A post rewrite changes more than the body text. It can change archive balance, tags, search behavior, reading time, internal links, and whether a page needs a client runtime. A title change can break external expectations even when the slug stays fixed. A category change can move a post away from related work. An excerpt change can make the archive sound repetitive.

That is why “it builds” is necessary but not complete.

For content-heavy sites, I want a review pass that asks:

  • does the frontmatter match the article?
  • does the excerpt say something specific?
  • are tags useful for navigation?
  • does the slug still match the piece?
  • did the post import anything new?
  • does the article add a new runtime requirement?
  • does it duplicate a nearby post?

Those are interface questions. They decide how the post behaves inside the site.

the schema should stay boring

There is a temptation to solve every editorial problem with a new field.

Reading depth.

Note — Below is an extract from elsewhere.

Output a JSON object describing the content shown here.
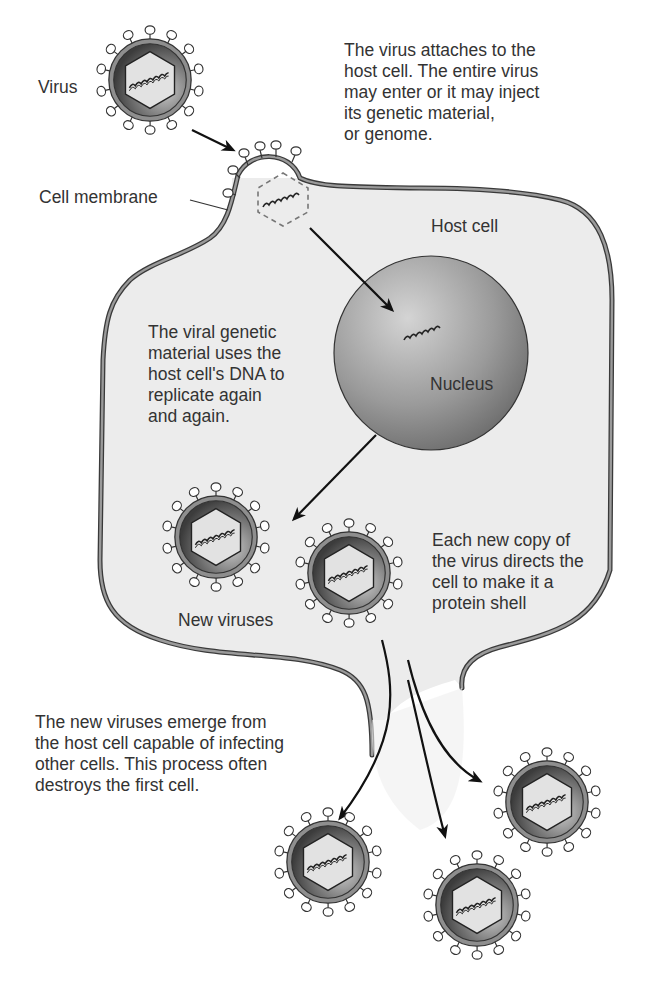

Series. Canonical URL. Featured state. Topic cluster. Related posts. Hero image. Social image. Language. Revision date. Confidence. Review status.

Some of those fields may be useful. Many become clutter. Every new field creates a maintenance obligation for old posts and every future post. If the field is optional, it can become meaningless. If it is required, it can become busywork.

I prefer adding fields only when a real consumer exists.

If the archive needs category, keep it. If the build needs load_mathjax, keep it. If no page, feed, script, or review process uses reviewStatus, do not add it because it sounds mature.

A content schema should make the site more reliable, not turn writing into data entry.

static does not mean informal

The nice thing about Astro is that the content can stay close to the filesystem. The dangerous thing is that close-to-filesystem work can feel informal until it breaks.

A static content site still has contracts. The schema is a contract. The slug is a contract. The optional MDX runtime flags are contracts. The build command is a contract. The archive and feed are consumers. Readers are consumers too.

Treating content as an interface does not make the site heavier. It makes the quiet assumptions visible.

That is the version of Astro I like best: plain files, strong enough boundaries, and boring checks that let the writing stay fast without letting the site become sloppy.

Jeremy London

About Jeremy London

Engineering leader and builder in Denver. I write about AI platforms, agents, security, reliability, homelab infrastructure, and the parts of engineering work that have to survive production.